Alyson Flynn, a coastal advocate at the North Carolina Coastal Federation, lives in Hatteras and works in Wanchese; she takes the bridge over the inlet every day. Flynn said while she’d have to assess any proposed solution for the inlet on a case-by-case basis, the federation generally opposes hardened structures along the coast. 

In an ideal world, Flynn said, the barrier islands surrounding the inlet would continue to be allowed to shift and move naturally, without the control of a jetty–although she acknowledged that the reality of the situation for the fishermen in Wanchese makes this particular situation much more complicated. 

“It’s not going to take just one silver bullet that’s going to fix a coastal management concern, especially in Oregon Inlet,” Flynn said. “It’s a big reason the Outer Banks is called the Graveyard of the Atlantic.”
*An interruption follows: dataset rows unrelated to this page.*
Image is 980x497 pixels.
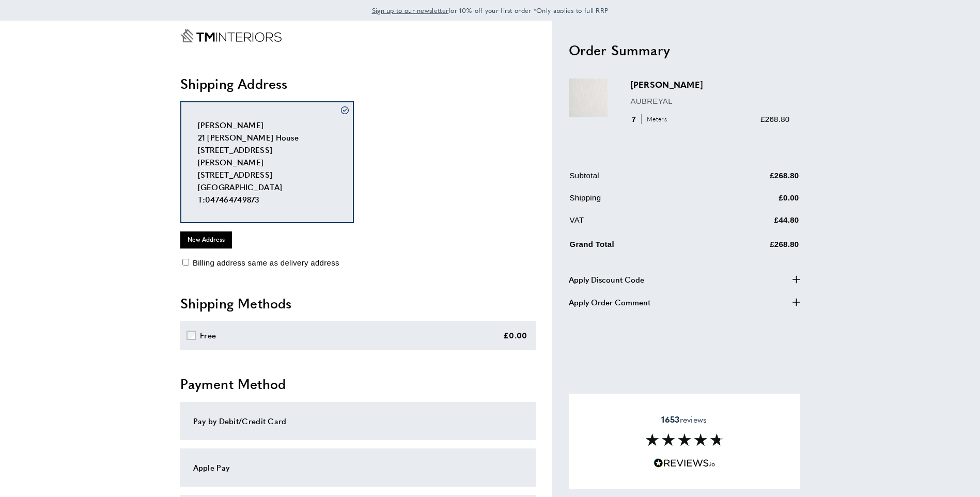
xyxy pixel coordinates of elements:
div: £0.00 [503,329,527,342]
h2: Order Summary [569,41,800,59]
h2: Payment Method [180,374,536,394]
td: Subtotal [569,170,708,190]
td: £44.80 [708,214,799,234]
h2: Shipping Address [180,74,536,93]
td: £0.00 [708,192,799,212]
p: AUBREYAL [631,95,790,108]
td: £268.80 [708,236,799,258]
img: Aubrey Alabaster [569,78,607,118]
a: Sign up to our newsletter [372,5,449,16]
strong: 1653 [661,414,679,426]
span: Apply Order Comment [569,296,651,309]
a: 047464749873 [205,194,259,205]
td: VAT [569,214,708,234]
img: Reviews section [646,434,723,446]
span: reviews [661,414,707,425]
span: Meters [641,114,669,124]
span: £268.80 [760,115,789,123]
td: £268.80 [708,170,799,190]
div: 7 [631,113,671,125]
span: for 10% off your first order *Only applies to full RRP [372,6,609,15]
button: New Address [180,232,232,248]
h2: Shipping Methods [180,294,536,312]
h3: [PERSON_NAME] [631,78,790,91]
td: Grand Total [569,236,708,258]
span: Billing address same as delivery address [192,258,339,267]
span: Apply Discount Code [569,273,644,286]
input: Billing address same as delivery address [182,259,189,266]
div: Pay by Debit/Credit Card [193,415,522,427]
div: Free [200,329,216,342]
span: [PERSON_NAME] 21 [PERSON_NAME] House [STREET_ADDRESS][PERSON_NAME] [STREET_ADDRESS] [GEOGRAPHIC_D... [198,119,299,205]
td: Shipping [569,192,708,212]
img: Reviews.io 5 stars [654,458,716,468]
a: Go to Home page [180,29,282,42]
div: Apple Pay [193,461,522,474]
span: Sign up to our newsletter [372,6,449,15]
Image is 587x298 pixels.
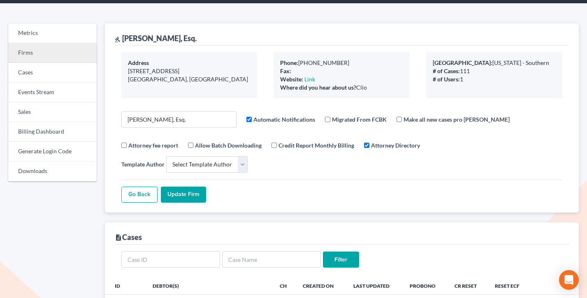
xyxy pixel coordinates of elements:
label: Automatic Notifications [253,115,315,124]
input: Case ID [121,251,220,268]
b: # of Cases: [433,67,460,74]
a: Metrics [8,23,97,43]
th: Reset ECF [488,278,531,294]
th: ID [105,278,146,294]
div: [US_STATE] - Southern [433,59,556,67]
b: Website: [280,76,303,83]
a: Cases [8,63,97,83]
label: Attorney fee report [128,141,178,150]
input: Case Name [222,251,321,268]
div: [STREET_ADDRESS] [128,67,251,75]
a: Generate Login Code [8,142,97,162]
th: Created On [296,278,346,294]
th: CR Reset [448,278,488,294]
div: Cases [115,232,142,242]
div: 1 [433,75,556,83]
b: Phone: [280,59,298,66]
div: [PERSON_NAME], Esq. [115,33,197,43]
a: Downloads [8,162,97,181]
input: Update Firm [161,187,206,203]
b: Address [128,59,149,66]
th: Last Updated [347,278,403,294]
label: Credit Report Monthly Billing [278,141,354,150]
a: Sales [8,102,97,122]
label: Make all new cases pro [PERSON_NAME] [403,115,509,124]
b: Fax: [280,67,291,74]
div: [PHONE_NUMBER] [280,59,403,67]
label: Template Author [121,160,164,169]
label: Migrated From FCBK [332,115,387,124]
th: Ch [273,278,296,294]
a: Link [304,76,315,83]
div: 111 [433,67,556,75]
a: Billing Dashboard [8,122,97,142]
input: Filter [323,252,359,268]
th: ProBono [403,278,448,294]
a: Go Back [121,187,157,203]
div: [GEOGRAPHIC_DATA], [GEOGRAPHIC_DATA] [128,75,251,83]
a: Firms [8,43,97,63]
b: [GEOGRAPHIC_DATA]: [433,59,492,66]
b: # of Users: [433,76,460,83]
th: Debtor(s) [146,278,273,294]
div: Clio [280,83,403,92]
b: Where did you hear about us? [280,84,356,91]
label: Allow Batch Downloading [195,141,262,150]
i: description [115,234,122,241]
a: Events Stream [8,83,97,102]
i: gavel [115,37,120,42]
label: Attorney Directory [371,141,420,150]
div: Open Intercom Messenger [559,270,579,290]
There is one major safety feature in the inlet that’s improved over the past decades: a dredge named Miss Katie. The boat that scoops or drags sand around, preventing shoaling, arrived in Wanchese in 2022, and for $12 million a year from Dare County and the state of North Carolina, it motors around the inlet making sure that channels stay clear.

Everyone agrees that the Miss Katie has made Oregon Inlet better. House said that last August, for the first time in 12 years, a fully loaded trawler 10 feet deep made it into the inlet. And their permit from the Army Corps of Engineers allows them to dredge up to 14 feet in the interior inlet, compared with just eight in the past. 

The fishermen of Wanchese agree: With the Miss Katie out there, the inlet’s far more navigable than it used to be. But they still say it’s not enough. 

Jake Griffin was always told to respect the inlet and to view it with caution. (Photo by Emily Cataneo)

On a cold January Saturday, Jake Griffin was standing out in the wind prepping nets to catch dogfish. He recalled his own close call in the inlet: About a decade ago, during a storm, he hit a shoal on a hard ebb tide–when the tide is rapidly receding from the shoreline. His boat fell onto its side and started taking on water. 

Now, whenever he sails through the Oregon Inlet, he goes into the back of the boat and breaks down crying, thinking about his dad. But what can he do? He can’t avoid it: It’s the road he takes to work. 

“I can’t fathom why we cannot get support around this place,” he said. “Why does it have to take people losing their lives to get any sort of awareness of how bad a shape we’re in here?” 


Emily Cataneo is a writer and journalist based in Raleigh. Her work has appeared in the New York Times, The Guardian, Slate, Atlas Obscura, Undark, and many other venues. She is a co-founder of Raleigh’s Redbud Writing Project.